Louisa sat beside me, and, save her, Cora and all the world were alike forgotten.
CHAPTER XIII.
Forget thee? If to dream by night, and muse on thee by day;
If all the worship, deep and wild, a poet's heart can pay;
If prayers in absence, breathed for thee to Heaven's protecting power;
If winged thoughts that flit to thee, a thousand in an hour;
If busy Fancy, blending thee with all my future lot;
If this thou call'st forgetting, thou, indeed, shall be forgot.
MOULTRIE.
I had but one, only one, meeting more with Lady Louisa, and it was, indeed, a sad one. We could but hope to meet again—near Canterbury, perhaps—at some vague period before my regiment marched; and prior to that I was to write to her, on some polite pretence, under cover to Cora.
This was certainly somewhat undefined and unsatisfactory for two engaged lovers, especially for two so ardent as we were, and in the first flush of a grand passion; but we had no other arrangement to make; and never shall I forget our last, long, mute embrace on the last evening, when, scared by footsteps on the garden walk, we literally tore ourselves away, and separated to meet at the dinner-table, and act as those who were almost strangers to each other, and to perform the mere formalities, the politenesses, and cold ceremonies of well-bred life.
I could not help telling my good uncle of my success; but under a solemn promise of secrecy, for a time at least.
"All right, boy," said he, clapping me on the shoulder. "Keep her well in hand, and I'll back you against the field to any amount that is possible; but that gouty old peer, my Lord Slubber, is richer than I am; and then Lady Chillingham has the pride of Lucifer. Draw on me whenever you want money, Newton. Since Archie died at college, and poor Nigel at the battle of Goojerat, I have no boy to look after but you."
The last hour came inexorably. We shook hands with all. When that solemn snob, my brother officer, Mr. de Warr Berkeley, and I entered the carriage which was to take us to the nearest railway station, there were symptoms of considerable emotion in the faces of the kind circle we were leaving, for the clouds of war had darkened fast in the East during the month we had spent so pleasantly; and the ladies—the poor girls especially—half viewed us as foredoomed men.
Louisa was as pale as death; she trembled with suppressed emotion, and her eyes were full of tears. Even her cold and stately mother kissed me lightly on the cheek; and at that moment, for Louisa's sake, I felt my heart swell with sudden emotion of regard for her.
My uncle's hard but manly, hand gave mine a hearty pressure, and he kindly shook the hand of Willie Pitblado, who was bidding adieu to his father, the old keeper, and slipped a couple of sovereigns into it.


• WHAT YOU ARE ASKED TO DO: Tally the lines of the data that include the word "HIDDDEN" and state the total, nothing else.
INFORMATION GIVEN Start Marker
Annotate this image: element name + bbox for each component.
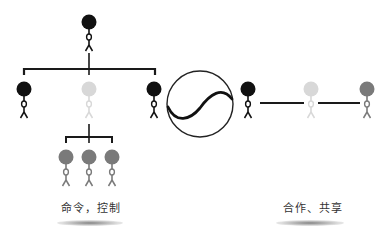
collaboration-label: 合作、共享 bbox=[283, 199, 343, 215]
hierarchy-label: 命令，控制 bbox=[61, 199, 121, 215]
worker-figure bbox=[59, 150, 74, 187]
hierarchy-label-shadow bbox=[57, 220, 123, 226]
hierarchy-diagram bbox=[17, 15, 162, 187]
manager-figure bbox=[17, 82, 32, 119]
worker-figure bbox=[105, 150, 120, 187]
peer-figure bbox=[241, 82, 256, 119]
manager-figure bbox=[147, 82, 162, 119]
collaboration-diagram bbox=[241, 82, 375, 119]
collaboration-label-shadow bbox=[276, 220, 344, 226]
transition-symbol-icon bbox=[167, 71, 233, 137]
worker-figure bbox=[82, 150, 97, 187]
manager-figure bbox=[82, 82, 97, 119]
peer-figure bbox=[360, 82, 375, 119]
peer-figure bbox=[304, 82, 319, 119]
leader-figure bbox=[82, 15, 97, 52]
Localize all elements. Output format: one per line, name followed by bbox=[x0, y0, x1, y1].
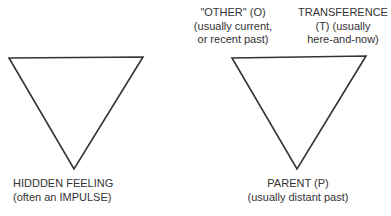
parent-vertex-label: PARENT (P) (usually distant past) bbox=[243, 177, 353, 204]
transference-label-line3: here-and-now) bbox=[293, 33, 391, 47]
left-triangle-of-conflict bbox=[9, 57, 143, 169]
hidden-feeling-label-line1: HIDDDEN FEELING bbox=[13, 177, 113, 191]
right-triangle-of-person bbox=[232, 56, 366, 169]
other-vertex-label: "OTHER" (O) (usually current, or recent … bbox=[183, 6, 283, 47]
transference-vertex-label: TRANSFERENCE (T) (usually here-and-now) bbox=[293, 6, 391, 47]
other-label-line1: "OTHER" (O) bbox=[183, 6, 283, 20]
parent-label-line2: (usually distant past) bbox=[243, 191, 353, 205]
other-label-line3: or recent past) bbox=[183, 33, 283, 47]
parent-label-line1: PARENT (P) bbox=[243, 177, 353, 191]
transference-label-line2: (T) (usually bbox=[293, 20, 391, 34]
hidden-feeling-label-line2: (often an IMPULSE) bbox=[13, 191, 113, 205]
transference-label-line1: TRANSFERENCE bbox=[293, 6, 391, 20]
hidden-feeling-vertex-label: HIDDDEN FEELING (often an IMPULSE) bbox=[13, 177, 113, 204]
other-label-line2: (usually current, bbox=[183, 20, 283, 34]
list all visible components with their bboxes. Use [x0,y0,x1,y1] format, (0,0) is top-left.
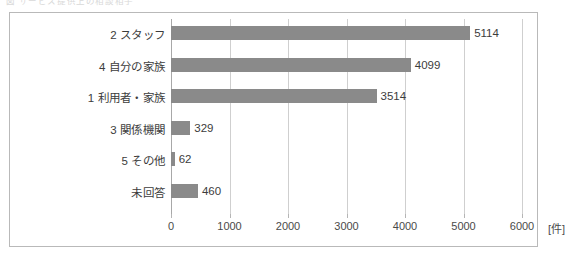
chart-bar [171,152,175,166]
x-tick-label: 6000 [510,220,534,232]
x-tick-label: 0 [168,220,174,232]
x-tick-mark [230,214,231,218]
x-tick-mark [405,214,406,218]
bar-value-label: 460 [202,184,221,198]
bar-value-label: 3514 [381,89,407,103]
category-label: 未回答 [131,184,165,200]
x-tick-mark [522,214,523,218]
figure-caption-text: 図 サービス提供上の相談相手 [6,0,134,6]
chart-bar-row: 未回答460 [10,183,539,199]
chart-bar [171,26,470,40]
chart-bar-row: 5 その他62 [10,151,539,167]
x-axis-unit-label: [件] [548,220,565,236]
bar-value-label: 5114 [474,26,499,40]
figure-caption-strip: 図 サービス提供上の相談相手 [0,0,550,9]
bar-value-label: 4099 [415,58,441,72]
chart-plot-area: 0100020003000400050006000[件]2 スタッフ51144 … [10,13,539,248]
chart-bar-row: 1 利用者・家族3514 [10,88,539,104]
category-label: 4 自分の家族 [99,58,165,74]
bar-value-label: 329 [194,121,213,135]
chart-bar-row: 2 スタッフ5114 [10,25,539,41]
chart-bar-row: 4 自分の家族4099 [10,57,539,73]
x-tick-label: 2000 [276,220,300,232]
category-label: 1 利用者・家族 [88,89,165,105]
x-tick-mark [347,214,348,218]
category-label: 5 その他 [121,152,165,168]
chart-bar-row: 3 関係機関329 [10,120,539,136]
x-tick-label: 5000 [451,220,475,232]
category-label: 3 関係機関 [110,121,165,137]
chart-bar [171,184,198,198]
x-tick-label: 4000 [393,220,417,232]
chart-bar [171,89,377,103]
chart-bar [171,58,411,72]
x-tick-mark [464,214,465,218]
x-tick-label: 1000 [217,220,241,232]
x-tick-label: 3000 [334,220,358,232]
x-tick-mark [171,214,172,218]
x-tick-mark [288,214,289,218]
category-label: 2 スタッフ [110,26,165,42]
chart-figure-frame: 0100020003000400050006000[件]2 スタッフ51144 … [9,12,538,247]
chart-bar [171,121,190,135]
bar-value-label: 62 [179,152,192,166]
INFORMATION GIVEN End Marker
• EXERCISE RESULT: 2